IS shot dead 300 members of Iraqi tribe, says govt

.—AFP/File
.—AFP/File
BAGHDAD: Fighters of the Islamic State (IS) group have killed 322 members of an Iraqi tribe in western Anbar province, including dozens of women and children, the government has said in the first official confirmation of the scale of the massacre.
The systematic killings, which one tribal leader said were continuing on Sunday, marked some of the worst bloodshed in Iraq since the Sunni militants swept through the north in June with the aim of establishing a ‘caliphate’ there and in Syria.
The Albu Nimr, also Sunni, had put up fierce resistance against IS for weeks but finally ran low on ammunition, food and fuel last week as the Islamist militants closed in on their village Zauiyat Albu Nimr.
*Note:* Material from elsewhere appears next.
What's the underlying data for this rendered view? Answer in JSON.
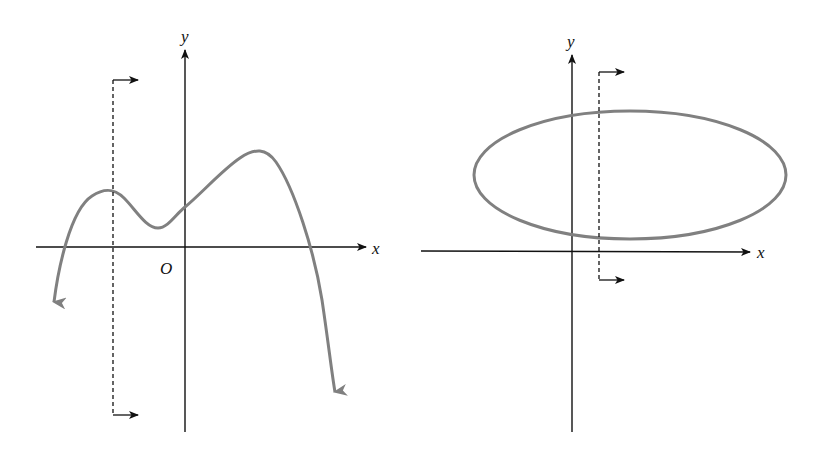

Many bodies dumped in a well


“The number of people killed by Islamic State from Albu Nimr tribe is 322. The bodies of 50 women and children have also been discovered dumped in a well,” the country’s Human Rights Ministry said on Sunday.
One of the leaders of the tribe, Sheikh Naeem al-Ga’oud, said he had repeatedly asked the central government and army to provide his men with arms but no action was taken.
State television said on Sunday that Prime Minister Haider al-Abadi had ordered air strikes on IS targets around the town of Hit in response to the killings.
Officials at a government security operations command centre in Anbar and civilians reached by correspondents said they had not heard of or witnessed air strikes.
The fall of the village dampened the Shia-led national government’s hopes the Sunni tribesmen of Anbar — who once helped US Marines defeat Al Qaeda — would become a formidable force again and help the army take on Iraq’s new, far more effective enemy.
US air strikes have helped Kurdish peshmerga fighters retake territory in the north that IS had captured in its drive for an Islamic empire that redraws the map of the Middle East. But the picture in Anbar is more precarious.
The IS already controls most of the vast desert province which includes towns in the Euphrates River valley dominated by Sunni tribes, running from the Syrian border to the western outskirts of Baghdad.
If the province falls, it could give IS a better chance to make good on its threat to march on the capital.
Mr Ga’oud said 75 more members of his tribe were killed on Sunday under the same scenario — they were hunted down while trying to escape from IS, shot dead execution-style and dumped near the town of Haditha.
The Albu Nimr leader also said IS men killed 15 high school and college students in Zauiyat Albu Nimr and that, apart from an air drop, there had been no help from the US-led air campaign.
Security and government officials could not be immediately reached to confirm the latest killings.
In Anbar, the militants are now encircling a large air base and the vital Haditha dam on the Euphrates.
Fighters control towns from the Syrian border to parts of provincial capital Ramadi and into the lush irrigated areas near Baghdad.